Search

1Now Yahweh said to Abram, “Leave your country, and your relatives, and your father’s house, and go to the land that I will show you. 2I will make of you a great nation. I will bless you and make your name great. You will be a blessing. 3I will bless those who bless you, and I will curse him who treats you with contempt. All the families of the earth will be blessed through you.”

4So Abram went, as Yahweh had told him. Lot went with him. Abram was seventy-five years old when he departed from Haran. 5Abram took Sarai his wife, Lot his brother’s son, all their possessions that they had gathered, and the people whom they had acquired in Haran, and they went to go into the land of Canaan. They entered into the land of Canaan. 6Abram passed through the land to the place of Shechem, to the oak of Moreh. At that time, Canaanites were in the land.

7Yahweh appeared to Abram and said, “I will give this land to your offspring.”

He built an altar there to Yahweh, who had appeared to him. 8He left from there to go to the mountain on the east of Bethel and pitched his tent, having Bethel on the west, and Ai on the east. There he built an altar to Yahweh and called on Yahweh’s name. 9Abram traveled, still going on toward the South.

10There was a famine in the land. Abram went down into Egypt to live as a foreigner there, for the famine was severe in the land. 11When he had come near to enter Egypt, he said to Sarai his wife, “See now, I know that you are a beautiful woman to look at. 12It will happen that when the Egyptians see you, they will say, ‘This is his wife.’ They will kill me, but they will save you alive. 13Please say that you are my sister, that it may be well with me for your sake, and that my soul may live because of you.”

14When Abram had come into Egypt, Egyptians saw that the woman was very beautiful. 15The princes of Pharaoh saw her, and praised her to Pharaoh; and the woman was taken into Pharaoh’s house. 16He dealt well with Abram for her sake. He had sheep, cattle, male donkeys, male servants, female servants, female donkeys, and camels. 17Yahweh afflicted Pharaoh and his house with great plagues because of Sarai, Abram’s wife. 18Pharaoh called Abram and said, “What is this that you have done to me? Why didn’t you tell me that she was your wife? 19Why did you say, ‘She is my sister,’ so that I took her to be my wife? Now therefore, see your wife, take her, and go your way.”

20Pharaoh commanded men concerning him, and they escorted him away with his wife and all that he had.

"Taking Away" the Kingdom of Heaven

"Taking Away" the Kingdom of Heaven

Passage Study | Matt 21:43 | Daniel G Garland

When Jesus said, "'...the kingdom of God will be taken away from you and given to a people, producing the fruit of it'" (Matt 21:43 NAU), "the chief priests and Pharisees...understood that He was speaking about them" (v. 45). But exactly what was taken from them, and to whom was it given? 

In the Parable of the Landowner (vv. 33-41), the vine-growers correspond to the people of Israel and their leaders up to that point in history. Instead of producing fruit for God, the owner of the vineyard, they shamefully mistreated the prophets God sent to them. Finally, they killed his son (vv. 38-39). In doing so, they fulfilled Psalms 118:22-23 which speak of Jesus as "The stone which the builders rejected," which "became the chief corner stone" (v. 42; Mark 12:10-22; Luke 20:17; Acts 4:11; Eph 2:20; 1 Pet 2:7). 

Jesus asked His audience what the owner of the vineyard would do to those vine-growers. The leaders of Israel answered correctly, "...'He will bring those wretches to a wretched end, and will rent out the vineyard to other vine-growers who will pay him the proceeds at the proper seasons'" (v. 41). What is taken away from Israel, then, is not the vineyard (kingdom), unconditionally promised to the descendants of Abraham, Isaac, Jacob and David (Gen 12:2; 2 Sam 7:12-17), but the current privilege and responsibility of producing its fruit (v. 43). Until the day that Israel is restored (Matt 19:28; Rom 11:26-27), the people that are accountable to produce the fruit of God's kingdom comprise the church (1 Pet 2:9-10), which includes Jews and Gentiles in one body (Eph 3:4-7).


### Assignment
Find all the lines in the material below with the word "icons", and copy them.

/---

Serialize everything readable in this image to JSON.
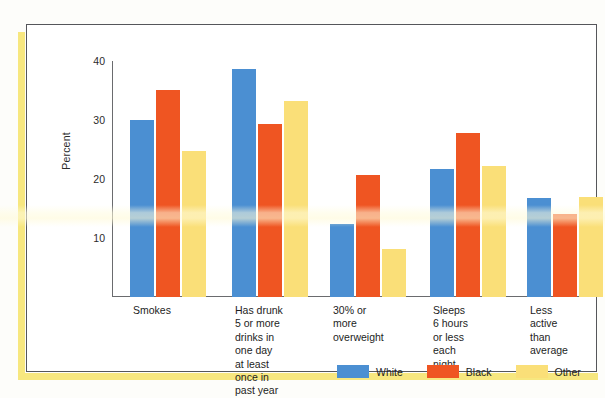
{
  "chart_data": {
    "type": "bar",
    "title": "",
    "xlabel": "",
    "ylabel": "Percent",
    "ylim": [
      0,
      40
    ],
    "yticks": [
      10,
      20,
      30,
      40
    ],
    "grid": false,
    "legend_position": "bottom-right",
    "categories": [
      "Smokes",
      "Has drunk\n5 or more\ndrinks in\none day\nat least\nonce in\npast year",
      "30% or\nmore\noverweight",
      "Sleeps\n6 hours\nor less\neach\nnight",
      "Less\nactive\nthan\naverage"
    ],
    "series": [
      {
        "name": "White",
        "color": "#4b8fd2",
        "values": [
          30,
          38.6,
          12.3,
          21.7,
          16.8
        ]
      },
      {
        "name": "Black",
        "color": "#ef5522",
        "values": [
          35.1,
          29.3,
          20.6,
          27.8,
          14
        ]
      },
      {
        "name": "Other",
        "color": "#fadf78",
        "values": [
          24.7,
          33.3,
          8.2,
          22.2,
          16.9
        ]
      }
    ]
  },
  "legend": {
    "items": [
      {
        "label": "White",
        "color": "#4b8fd2"
      },
      {
        "label": "Black",
        "color": "#ef5522"
      },
      {
        "label": "Other",
        "color": "#fadf78"
      }
    ]
  },
  "axis": {
    "y_title": "Percent",
    "y_tick_labels": [
      "40",
      "30",
      "20",
      "10"
    ]
  }
}
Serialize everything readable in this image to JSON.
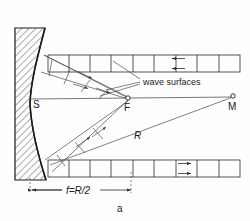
{
  "figure": {
    "panel_label": "a",
    "caption_note": "Concave mirror focusing plane wave surfaces to focal point",
    "colors": {
      "ink": "#1c1c1c",
      "ray": "#4a4a4a",
      "grid": "#2b2b2b",
      "background": "#fefefe"
    }
  },
  "labels": {
    "vertex": "S",
    "focus": "F",
    "center_of_curvature": "M",
    "radius": "R",
    "wave_surfaces": "wave surfaces",
    "focal_length": "f=R/2"
  },
  "points": {
    "vertex": {
      "name": "S",
      "x": 30,
      "y": 103
    },
    "focus": {
      "name": "F",
      "x": 128,
      "y": 98
    },
    "center": {
      "name": "M",
      "x": 233,
      "y": 96
    }
  },
  "geometry": {
    "optical_axis_y": 99,
    "mirror_vertex_x": 30,
    "focal_length_px": 98,
    "radius_px": 203
  },
  "wave_grid_top": {
    "y_top": 55,
    "y_bottom": 72,
    "x_start": 48,
    "x_end": 240,
    "cell_count": 9,
    "arrow_direction": "left",
    "arrow_cell_index": 5
  },
  "wave_grid_bottom": {
    "y_top": 160,
    "y_bottom": 177,
    "x_start": 48,
    "x_end": 240,
    "cell_count": 9,
    "arrow_direction": "right",
    "arrow_cell_index": 6
  },
  "dimension": {
    "text": "f=R/2",
    "y": 191,
    "x_start": 30,
    "x_end": 131,
    "arrow_heads": "both"
  },
  "annotations": {
    "wave_surfaces_leader_count": 3
  }
}
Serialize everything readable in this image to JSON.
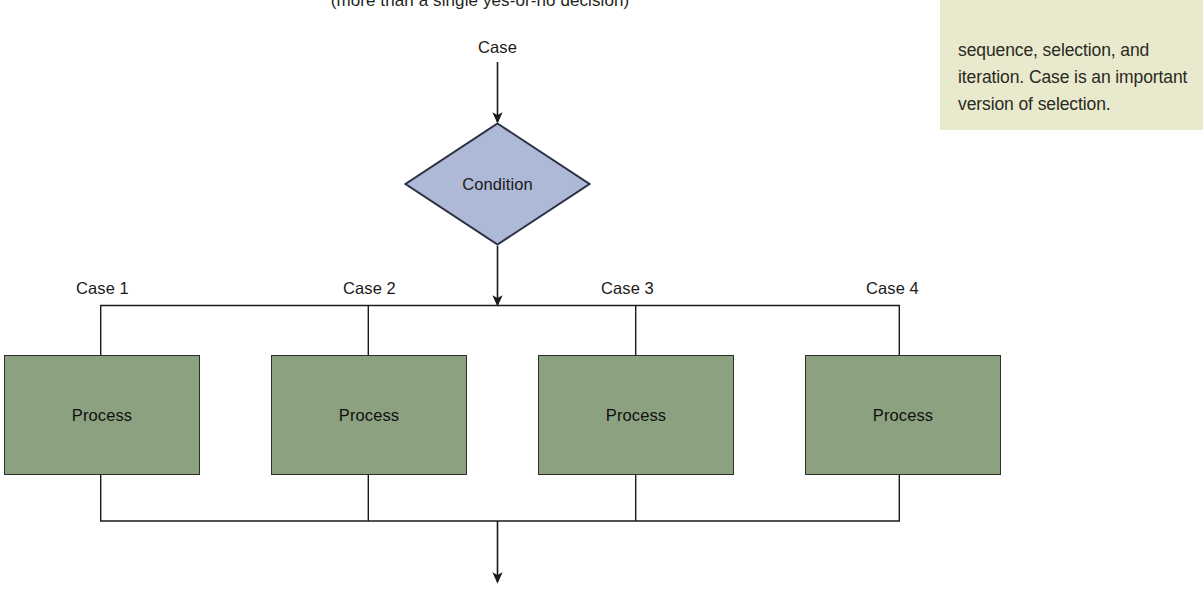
{
  "diagram": {
    "caption": "(more than a single yes-or-no decision)",
    "entry_label": "Case",
    "decision": {
      "label": "Condition",
      "fill": "#adb9d6",
      "stroke": "#2c3144"
    },
    "branch_labels": [
      "Case 1",
      "Case 2",
      "Case 3",
      "Case 4"
    ],
    "process_boxes": [
      {
        "label": "Process"
      },
      {
        "label": "Process"
      },
      {
        "label": "Process"
      },
      {
        "label": "Process"
      }
    ],
    "process_fill": "#8ba180",
    "process_stroke": "#2e2e2e",
    "connector_color": "#1a1a1a"
  },
  "margin_note": {
    "text": "sequence, selection, and iteration. Case is an important version of selection.",
    "background": "#e9e9cd"
  }
}
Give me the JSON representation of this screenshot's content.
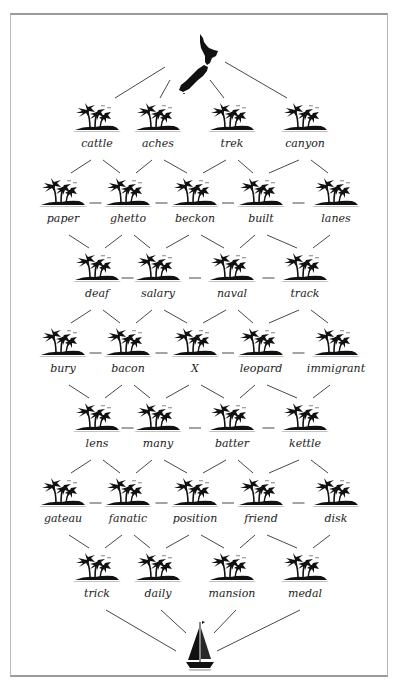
{
  "puzzle": {
    "start_icon": "new-zealand-map-icon",
    "end_icon": "sailboat-icon",
    "node_icon": "palm-island-icon",
    "rows": [
      {
        "y": 100,
        "xs": [
          97,
          158,
          232,
          305
        ],
        "words": [
          "cattle",
          "aches",
          "trek",
          "canyon"
        ]
      },
      {
        "y": 175,
        "xs": [
          63,
          128,
          195,
          261,
          336
        ],
        "words": [
          "paper",
          "ghetto",
          "beckon",
          "built",
          "lanes"
        ]
      },
      {
        "y": 250,
        "xs": [
          97,
          158,
          232,
          305
        ],
        "words": [
          "deaf",
          "salary",
          "naval",
          "track"
        ]
      },
      {
        "y": 325,
        "xs": [
          63,
          128,
          195,
          261,
          336
        ],
        "words": [
          "bury",
          "bacon",
          "X",
          "leopard",
          "immigrant"
        ]
      },
      {
        "y": 400,
        "xs": [
          97,
          158,
          232,
          305
        ],
        "words": [
          "lens",
          "many",
          "batter",
          "kettle"
        ]
      },
      {
        "y": 475,
        "xs": [
          63,
          128,
          195,
          261,
          336
        ],
        "words": [
          "gateau",
          "fanatic",
          "position",
          "friend",
          "disk"
        ]
      },
      {
        "y": 550,
        "xs": [
          97,
          158,
          232,
          305
        ],
        "words": [
          "trick",
          "daily",
          "mansion",
          "medal"
        ]
      }
    ],
    "colors": {
      "ink": "#111111",
      "line": "#333333",
      "frame": "#aaaaaa"
    }
  }
}
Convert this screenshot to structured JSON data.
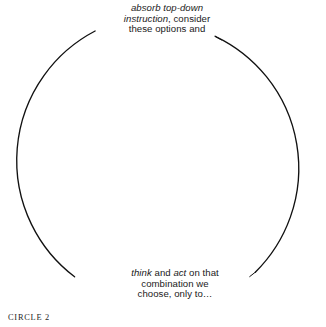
{
  "figure": {
    "caption": "CIRCLE 2",
    "background_color": "#ffffff",
    "stroke_color": "#111111",
    "text_color": "#1a1a1a"
  },
  "diagram": {
    "type": "cycle-circle",
    "shape": "open circle with two gaps (top and bottom) where label text sits",
    "center_x": 162,
    "center_y": 161,
    "radius": 146,
    "stroke_width": 1.3,
    "gap_top_degrees": 46,
    "gap_bottom_degrees": 42
  },
  "labels": {
    "top": {
      "line1_italic": "absorb top-down",
      "line2_italic": "instruction",
      "line2_rest": ", consider",
      "line3": "these options and",
      "plain_text": "absorb top-down instruction, consider these options and"
    },
    "bottom": {
      "line1_italic_a": "think",
      "line1_mid": " and ",
      "line1_italic_b": "act",
      "line1_rest": " on that",
      "line2": "combination we",
      "line3": "choose, only to…",
      "plain_text": "think and act on that combination we choose, only to…"
    }
  }
}
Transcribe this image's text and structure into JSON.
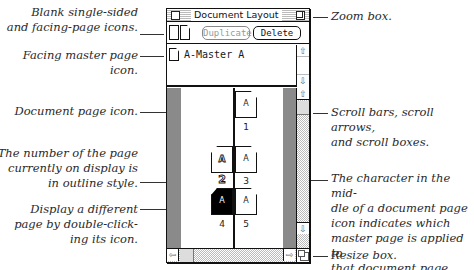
{
  "window": {
    "title": "Document Layout",
    "toolbar": {
      "duplicate_label": "Duplicate",
      "duplicate_enabled": false,
      "delete_label": "Delete"
    },
    "masters": [
      {
        "label": "A-Master A",
        "icon": "facing-master-page-icon"
      }
    ],
    "pages": [
      {
        "number": "1",
        "master_char": "A",
        "side": "right",
        "selected": false,
        "current": false
      },
      {
        "number": "2",
        "master_char": "A",
        "side": "left",
        "selected": false,
        "current": true
      },
      {
        "number": "3",
        "master_char": "A",
        "side": "right",
        "selected": false,
        "current": false
      },
      {
        "number": "4",
        "master_char": "A",
        "side": "left",
        "selected": true,
        "current": false
      },
      {
        "number": "5",
        "master_char": "A",
        "side": "right",
        "selected": false,
        "current": false
      }
    ],
    "icons": {
      "close_box": "close-box-icon",
      "zoom_box": "zoom-box-icon",
      "scroll_up": "⇧",
      "scroll_down": "⇩",
      "scroll_left": "⇦",
      "scroll_right": "⇨",
      "resize": "resize-box-icon"
    }
  },
  "callouts": {
    "left": [
      "Blank single-sided\nand facing-page icons.",
      "Facing master page\nicon.",
      "Document page icon.",
      "The number of the page\ncurrently on display is\nin outline style.",
      "Display a different\npage by double-click-\ning its icon."
    ],
    "right": [
      "Zoom box.",
      "Scroll bars, scroll arrows,\nand scroll boxes.",
      "The character in the mid-\ndle of a document page\nicon indicates which\nmaster page is applied to\nthat document page.",
      "Resize box."
    ]
  }
}
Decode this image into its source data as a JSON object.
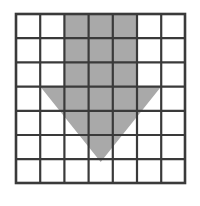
{
  "figure": {
    "type": "grid-shape-diagram",
    "canvas": {
      "width": 200,
      "height": 206,
      "background": "#ffffff"
    },
    "grid": {
      "columns": 7,
      "rows": 7,
      "cell_size": 24.2,
      "origin_x": 16,
      "origin_y": 14,
      "right_x": 185,
      "bottom_y": 183,
      "line_color": "#3a3a3a",
      "line_width": 2.2,
      "border_color": "#3a3a3a",
      "border_width": 2.6,
      "cell_fill": "#ffffff",
      "x_lines": [
        16,
        40.2,
        64.4,
        88.6,
        112.8,
        137,
        161.2,
        185
      ],
      "y_lines": [
        14,
        38.2,
        62.4,
        86.6,
        110.8,
        135,
        159.2,
        183
      ]
    },
    "shape": {
      "name": "downward-arrow",
      "fill": "#a9a9a9",
      "opacity": 1,
      "description": "Rectangular shaft spanning columns 3-5 over rows 1-3, joined to a downward triangle whose top edge spans columns 2-6 at row-4 top and whose apex reaches into row 7.",
      "shaft": {
        "left_x": 64.4,
        "right_x": 137,
        "top_y": 14,
        "bottom_y": 86.6,
        "columns": [
          3,
          4,
          5
        ],
        "rows": [
          1,
          2,
          3
        ]
      },
      "triangle": {
        "left_vertex": {
          "x": 40.2,
          "y": 86.6
        },
        "right_vertex": {
          "x": 161.2,
          "y": 86.6
        },
        "apex": {
          "x": 100.7,
          "y": 162
        }
      },
      "polygon_points": "64.4,14 137,14 137,86.6 161.2,86.6 100.7,162 40.2,86.6 64.4,86.6"
    }
  }
}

\---

### Reply to the task
    "icons": {
      "Blank single-sided\nand facing-page icons.",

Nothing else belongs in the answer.